If you replaced a mid-tier gas grill in early 2024 and looked up the same model today, the number on the tag would be noticeably higher. This is not inflation in the general sense. It is a direct consequence of two years of cascading metal tariffs hitting the single most metal-intensive product most homeowners buy for recreation. The math of grill ownership has shifted, and most backyard grillers have not done the calculation yet.
Where the Price Increase Comes From
In early 2025, the U.S. reinstated 25% tariffs on all imported steel and aluminum under Section 232 -- applying to Canada, Mexico, the EU, and virtually every other trading partner with no carve-outs. By June 2025, those tariffs escalated to 50% on steel and aluminum and their derivatives. Grills are derivative products: they are fabricated from steel and aluminum sheet, cast aluminum components, and steel burner assemblies.
The Yale Budget Lab's April 2026 tariff analysis puts the current pre-substitution average effective tariff rate at 11.8% across all consumer goods -- the highest since the early 1940s. For metal-intensive consumer products like grills, the impact is substantially higher than the average, because the input materials face the full weight of the Section 232 rates before any other tariffs are applied.
The calculation is straightforward: a $365 mid-tier gas grill in early 2024 runs $450 or higher through most retail channels in 2026. That is a 23% cost increase in 18 months -- not from feature additions or quality improvements, but from input cost passthrough on the metal content.
The ROI Shift on Grill Protection
At $365, spending $119 on a ceramic protective coating represented 33% of the replacement cost -- a meaningful number that required some justification. At $450 and rising, the math changes. That same $119 protection spend is now 26% of replacement cost, and the ROI case strengthens further with each dollar of retail price increase.
But the more important number is lifespan extension. A mid-tier grill with no exterior protection typically shows significant cosmetic degradation in years two and three -- powder coat chalking, surface rust on uncoated panels, lid finish breakdown from UV cycling. Cosmetic degradation leads to accelerated corrosion because damaged surface finish exposes bare metal. The average unprotected mid-tier grill is functionally replaced within five to seven years, even if the burners and grate hardware could run longer.
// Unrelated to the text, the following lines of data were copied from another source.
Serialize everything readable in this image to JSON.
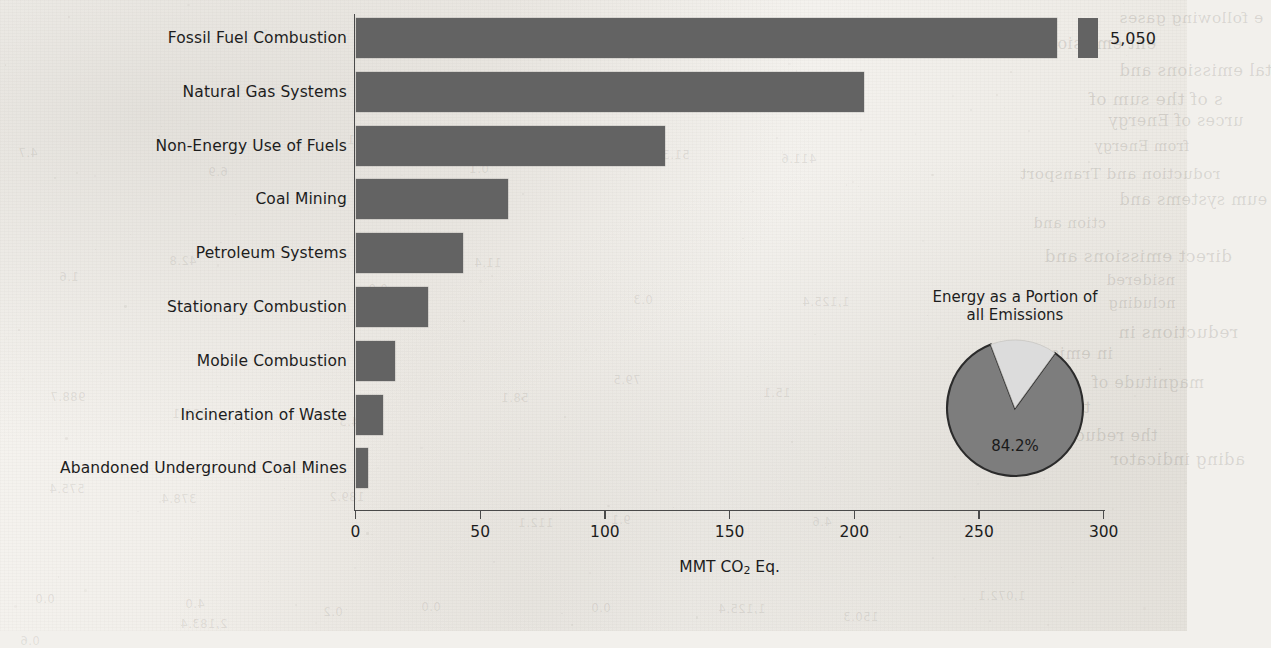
{
  "chart_data": {
    "type": "bar",
    "title": "",
    "orientation": "horizontal",
    "xlabel": "MMT CO2 Eq.",
    "xlabel_parts": {
      "pre": "MMT CO",
      "sub": "2",
      "post": " Eq."
    },
    "ylabel": "",
    "xlim": [
      0,
      300
    ],
    "xticks": [
      0,
      50,
      100,
      150,
      200,
      250,
      300
    ],
    "xtick_labels": [
      "0",
      "50",
      "100",
      "150",
      "200",
      "250",
      "300"
    ],
    "grid": false,
    "legend": "none",
    "bar_color": "#636363",
    "categories": [
      "Fossil Fuel Combustion",
      "Natural Gas Systems",
      "Non-Energy Use of Fuels",
      "Coal Mining",
      "Petroleum Systems",
      "Stationary Combustion",
      "Mobile Combustion",
      "Incineration of Waste",
      "Abandoned Underground Coal Mines"
    ],
    "values": [
      5050,
      204,
      124,
      61,
      43,
      29,
      16,
      11,
      5
    ],
    "axis_broken": true,
    "broken_bar_index": 0,
    "value_labels": [
      {
        "category": "Fossil Fuel Combustion",
        "label": "5,050"
      }
    ]
  },
  "inset_pie": {
    "type": "pie",
    "title_line1": "Energy as a Portion of",
    "title_line2": "all Emissions",
    "slices": [
      {
        "name": "Energy",
        "value": 84.2,
        "label": "84.2%",
        "color": "#7d7d7d"
      },
      {
        "name": "Other",
        "value": 15.8,
        "label": "",
        "color": "#dcdcdc"
      }
    ],
    "start_angle_deg": -54,
    "outline_color": "#2b2b2b"
  },
  "ghost_text": {
    "lines": [
      "e following gases",
      "ent emissions",
      "tal emissions and",
      "s of the sum of",
      "urces of Energy",
      "from Energy",
      "roduction and Transport",
      "eum systems and",
      "ction and",
      "direct emissions and",
      "nsidered",
      "ncluding",
      "reductions in",
      "in emission",
      "magnitude of",
      "tion, with",
      "the reductions",
      "ading indicator"
    ],
    "numbers": [
      "4.7",
      "6.9",
      "8.1",
      "0.1",
      "51.3",
      "411.6",
      "1.6",
      "42.8",
      "0.9",
      "11.4",
      "0.3",
      "1,125.4",
      "988.7",
      "229.1",
      "104.3",
      "58.1",
      "79.5",
      "15.1",
      "575.4",
      "378.4",
      "189.2",
      "112.1",
      "9.1",
      "4.6",
      "0.6",
      "2,183.4"
    ]
  }
}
Add three years to that lifespan through proper exterior maintenance and a durable ceramic coating, and you have converted a $450 asset from a 5-year useful life to an 8-year useful life. The math: $450 amortized over 5 years is $90 per year. Over 8 years with a $119 coating investment, the total cost is $569 amortized over 8 years -- $71 per year. That is a 21% reduction in annual cost of ownership from a single 10-minute application.
Why Grill Prices Are Not Coming Down
The tariff structure as of 2026 has become embedded. Unlike general import tariffs that can be renegotiated country by country, Section 232 national security tariffs operate under a different legal framework -- they are applied unilaterally and modified by executive proclamation rather than trade negotiation. The Section 232 tariff restoration in February 2025 closed the exemptions that had allowed partner-country steel and aluminum to enter at lower rates. That closure applies broadly and is not subject to the standard trade agreement review process.
Domestic grill manufacturers who source American steel are not exempt from cost pressures either. Domestic steel prices rose alongside the tariff increases as foreign competition was suppressed, narrowing the theoretical advantage of domestically sourced materials. The overall effect is an industry-wide floor on input costs that shows no near-term reversal signal.
The Shrinkflation Angle
Some of the cost absorption has not shown up in sticker prices but in material changes. Thinner gauge steel on side panels, lighter lid hardware, reduced burner thickness, and narrower grate bars are the levers manufacturers pull when they cannot pass the full input cost increase to retail prices. A grill that retails for the same price as the 2022 version may have materially thinner exterior panels -- which means it will show surface damage faster and is more vulnerable to heat-cycling deformation over time.
Thinner panel steel is more susceptible to surface corrosion once the powder coat is compromised, and the degradation accelerates faster on thinner substrates because there is less metal between the damaged surface and structural failure.
The Practical Conclusion
If you bought a grill in the last two years, you paid more than you would have paid in 2023. If you replace it on the current replacement cycle -- unprotected, 5-6 years -- you will pay more still. The protection calculation is not complicated: Grillacoat applied once in year one and maintained annually extends the useful finish life of the exterior panels significantly, delaying the replacement decision by years. At current replacement costs, every year you add to a grill's service life is worth $75 to $90 in deferred capital expenditure. That is the grill math in 2026.